Recycle to Recycle: Brush Plating
Recycling is important at Semco. Rather than dispose of old graphite material, we seek it out. Companies send their spent graphite components to us rather than to a landfill. A farmer in Iowa even called us up, asking us to retrieve large pieces of graphite from his cornfield. And it isn’t just other people’s graphite that we recycle. We also recycle over 1 million lbs. of graphite dusk and chunks from our own production facility every year. In today’s graphite market, which has been thrown into mayhem with the current trade war with China and the resulting regulations on production, graphite material, in whatever form, has become a more valuable commodity, not to be wasted. Be it graphite dust, graphite plates, or old graphite electrodes, Semco probably has it in our warehouse. Usually, we can find a use for it, or give it a new home. A recent request by a small shop owner for some small graphite pieces reminded us of the great versatility of graphite and why it is important that we recycle. You never know -- someone, like this shop owner, might need a few small pieces of graphite for his brush plating business.
We should first explain what brush plating is. There are a couple of ways that metals can be plated with a coating material, often another metal (think of a gold-plated ring that is copper on the inside). First, there is immersion plating, the standard and older method. The object to be plated is immersed in a solution containing the plating metal. This method is great for getting the plating metal (such as gold) in all the tiny cracks and crevices of the object being plated, and to cover it uniformly. There are some drawbacks to this method of plating, though: you can’t be very precise with spot-plating, and you can’t plate a very large object.
Brush plating (also called selective plating), on the other hand, uses an applicator hooked up to an electrical current to brush on the plating metal. The plating tool can be both large or small, depending on the size of the object to be plated and the level of precision of the plating. Often, people who brush plate objects do so for aesthetic purposes, but brush plating is also used to enhance the surface of brand new parts or to repair worn parts and surfaces. Our caller, we were surprised to find out, would be plating old artefacts. From old tooling to various artworks, the small shop is giving old, worn, rusted objects new life, mostly as decor items, but also, in some cases, as functional objects. Our large quantity of recyclable graphite material allowed us to offer this shop owner some pieces for free. He uses the graphite pieces as electrodes. Brush plating works by using a portable power pack to provide a current to a closed circuit created when the plating tool touches the object to be plated. The brush plating requires movement between the plating tool and the part. Because of that, the electrodes must come in various shapes and sizes based on the plating machine type, as well as the size and shape of the part to be plated. The pieces we gave him easily satisfied his requirements.
We like to think of what we did for this gentleman as recycling to recycle. We were happy to help out someone else who knows that there’s always something better to do with old objects and materials than throw them in a landfill.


Wherever the word "Central" occurs in the lines below, copy the whole line.

-- DATA PROVIDED follows --

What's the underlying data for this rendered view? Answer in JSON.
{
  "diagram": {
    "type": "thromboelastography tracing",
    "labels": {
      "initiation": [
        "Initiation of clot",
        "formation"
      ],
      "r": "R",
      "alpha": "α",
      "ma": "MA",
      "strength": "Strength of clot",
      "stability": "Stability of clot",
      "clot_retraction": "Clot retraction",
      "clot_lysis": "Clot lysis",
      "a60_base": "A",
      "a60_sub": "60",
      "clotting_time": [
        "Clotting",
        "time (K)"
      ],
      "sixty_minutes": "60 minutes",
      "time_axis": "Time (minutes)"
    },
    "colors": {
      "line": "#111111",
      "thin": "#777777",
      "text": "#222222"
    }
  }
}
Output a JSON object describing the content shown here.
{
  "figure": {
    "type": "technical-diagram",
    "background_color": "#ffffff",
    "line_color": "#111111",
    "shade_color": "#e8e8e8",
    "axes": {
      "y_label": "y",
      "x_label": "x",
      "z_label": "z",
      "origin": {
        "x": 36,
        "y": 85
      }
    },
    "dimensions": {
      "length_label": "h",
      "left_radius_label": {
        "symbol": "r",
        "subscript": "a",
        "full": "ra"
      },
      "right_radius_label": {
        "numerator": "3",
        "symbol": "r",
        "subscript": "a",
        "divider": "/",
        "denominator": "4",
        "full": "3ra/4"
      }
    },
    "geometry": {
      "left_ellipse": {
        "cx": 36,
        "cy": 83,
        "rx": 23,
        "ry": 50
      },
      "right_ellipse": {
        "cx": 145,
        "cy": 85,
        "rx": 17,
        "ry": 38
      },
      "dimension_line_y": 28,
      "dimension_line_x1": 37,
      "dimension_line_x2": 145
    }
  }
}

-- DATA PROVIDED concluded --
-- DATA PROVIDED follows --

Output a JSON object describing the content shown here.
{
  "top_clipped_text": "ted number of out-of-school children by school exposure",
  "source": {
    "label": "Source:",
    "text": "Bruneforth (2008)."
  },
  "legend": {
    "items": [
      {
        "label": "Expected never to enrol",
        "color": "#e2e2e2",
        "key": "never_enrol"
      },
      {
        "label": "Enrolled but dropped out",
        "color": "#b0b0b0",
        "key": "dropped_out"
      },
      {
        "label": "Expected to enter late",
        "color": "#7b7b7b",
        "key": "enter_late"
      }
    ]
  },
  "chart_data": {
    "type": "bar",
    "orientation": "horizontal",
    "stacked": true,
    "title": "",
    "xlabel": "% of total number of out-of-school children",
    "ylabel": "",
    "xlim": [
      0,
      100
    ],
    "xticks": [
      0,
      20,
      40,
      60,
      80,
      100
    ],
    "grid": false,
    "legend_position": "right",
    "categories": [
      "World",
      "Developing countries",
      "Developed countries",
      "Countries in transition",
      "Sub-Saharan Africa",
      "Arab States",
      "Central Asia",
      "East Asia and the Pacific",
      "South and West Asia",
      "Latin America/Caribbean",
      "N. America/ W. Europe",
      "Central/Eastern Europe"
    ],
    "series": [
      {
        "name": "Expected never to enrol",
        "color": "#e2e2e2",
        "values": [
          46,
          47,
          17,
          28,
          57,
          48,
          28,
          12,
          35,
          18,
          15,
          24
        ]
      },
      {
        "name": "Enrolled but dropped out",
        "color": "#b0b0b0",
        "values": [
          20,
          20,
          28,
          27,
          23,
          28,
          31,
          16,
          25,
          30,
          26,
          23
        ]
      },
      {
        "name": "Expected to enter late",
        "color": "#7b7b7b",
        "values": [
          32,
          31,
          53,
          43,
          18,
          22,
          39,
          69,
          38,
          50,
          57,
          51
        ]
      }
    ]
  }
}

-- DATA PROVIDED concluded --

__EXPECTED ANSWER__:
      "Central Asia",
      "Central/Eastern Europe"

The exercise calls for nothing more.